3D mammogram machines are among the latest in breast cancer technology. While it may look like a Xerox machine, it is the latest in ultrasound technology that is making the detection of breast cancer easier. Doctors say it make diagnosing easier.
“I have very fibrous breasts,” said a women, who has a family history of breast cancer. “They’re dense, and there’s a lot of stuff there that can interfere with the analysis of the mammogram.” She has a very personal connection with breast cancer. “My sister was diagnosed with breast cancer in 1999,” she said. “She’s cancer-free now.”Because of that, she stays on top of detecting it.
The 3D ultrasound detected a cyst, which doctors concluded was not cancerous. An ultrasound mammogram may not have delivered that news with certainty.
“We can look at those images on a workstation and manipulate them, turn them back and forth, up and down, from side to side, look at the images in 3D — and allow us to do a very wonderful screening,” said the radiologist .
In the past, these breast scans could only show a very flat image of the breast tissue. But the new 3D ultrasound technology shows 500 different views. Doctors are careful to emphasize the technology doesn’t take the place of the mammogram, but it supplements the screening. She says she’s grateful for these advancements and is hoping one day — for a cure.
“Not only do we have the tools for the detection, but if you detect early enough, you can treat this, don’t die from breast cancer,” she said.
Screening women with both ultrasounds and mammograms allows doctors to find more breast cancers than if they rely on mammograms alone, a new study shows. However, the combination also leads to many more unnecessary biopsies, and experts don’t recommend it to most patients.
Researchers involved in a study of more than 2,600 women in today’s Journal of the American Medical Association focused on women at high risk, such as those who have had previous breast tumors. In such women, mammograms found cancer in eight out of 1,000 women screened. Adding an ultrasound let doctors find cancer in 12 out of 1,000, said the study, which was financed by the Avon Foundation and the National Cancer Institute. Together, the tests found 78% of cancers.
In addition to finding real breast tumors, ultrasounds also pick up many more suspicious spots that are later found to be benign, says radiologist Wendie Berg, the new study’s main author. In fact, more than 90% of suspicious ultrasound findings in the study proved harmless.
That can cause women to have needless anxiety and unnecessary biopsies.
Because of the risk and expense of additional tests, most women don’t need breast ultrasounds. The American Cancer Society’s recommends women begin getting annual mammograms and breast exams at age 40.
Mammograms and ultrasounds cost less than $90 each, but MRIs cost about $1,000, as a spokesman for the American College of Radiology Imaging Network says. A radiologist would need more than an hour to complete three breast ultrasounds but could read 50 mammograms in that time.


== Instructions for the task ==
This exercise asks for every line of the material that includes the word "latent".

****************************************

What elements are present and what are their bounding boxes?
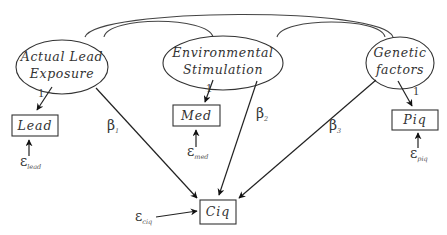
latent-label-line1: Environmental — [171, 45, 273, 60]
path-arrow-beta2 — [219, 81, 257, 195]
latent-node-actual-lead-exposure: Actual Lead Exposure — [16, 40, 108, 94]
latent-label-line1: Genetic — [373, 45, 426, 60]
path-arrow-beta3 — [239, 80, 376, 198]
path-label-beta1: β1 — [107, 117, 119, 135]
error-label-med: εmed — [187, 143, 208, 161]
loading-label-med: 1 — [206, 81, 212, 95]
sem-diagram: Actual Lead Exposure Environmental Stimu… — [0, 0, 447, 235]
error-arrow-ciq — [156, 211, 197, 217]
observed-node-med: Med — [173, 105, 220, 126]
observed-label: Ciq — [206, 204, 231, 219]
latent-label-line2: Stimulation — [183, 62, 263, 77]
loading-label-piq: 1 — [413, 84, 419, 98]
latent-label-line2: Exposure — [29, 66, 94, 81]
loading-label-lead: 1 — [38, 86, 44, 100]
covariance-arcs — [85, 14, 393, 37]
path-label-beta3: β3 — [329, 117, 341, 135]
error-label-lead: εlead — [20, 153, 41, 171]
latent-node-environmental-stimulation: Environmental Stimulation — [163, 36, 283, 90]
covariance-arc-lead-environment — [104, 21, 213, 37]
error-label-piq: εpiq — [410, 145, 428, 163]
observed-node-piq: Piq — [392, 110, 438, 130]
observed-label: Piq — [402, 112, 426, 127]
observed-label: Lead — [16, 118, 52, 133]
latent-label-line2: factors — [375, 62, 424, 77]
error-label-ciq: εciq — [135, 208, 152, 226]
observed-node-ciq: Ciq — [200, 200, 236, 224]
latent-node-genetic-factors: Genetic factors — [366, 37, 434, 89]
latent-label-line1: Actual Lead — [20, 49, 103, 64]
observed-node-lead: Lead — [12, 115, 58, 136]
covariance-arc-lead-genetic — [85, 14, 393, 37]
observed-label: Med — [180, 108, 212, 123]
path-label-beta2: β2 — [256, 105, 268, 123]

****************************************

== Finished exercise ==
latent-label-line1: Environmental — [171, 45, 273, 60]
latent-node-actual-lead-exposure: Actual Lead Exposure — [16, 40, 108, 94]
latent-label-line1: Genetic — [373, 45, 426, 60]
latent-label-line2: Stimulation — [183, 62, 263, 77]
latent-label-line2: Exposure — [29, 66, 94, 81]
latent-node-environmental-stimulation: Environmental Stimulation — [163, 36, 283, 90]
latent-label-line2: factors — [375, 62, 424, 77]
latent-node-genetic-factors: Genetic factors — [366, 37, 434, 89]
latent-label-line1: Actual Lead — [20, 49, 103, 64]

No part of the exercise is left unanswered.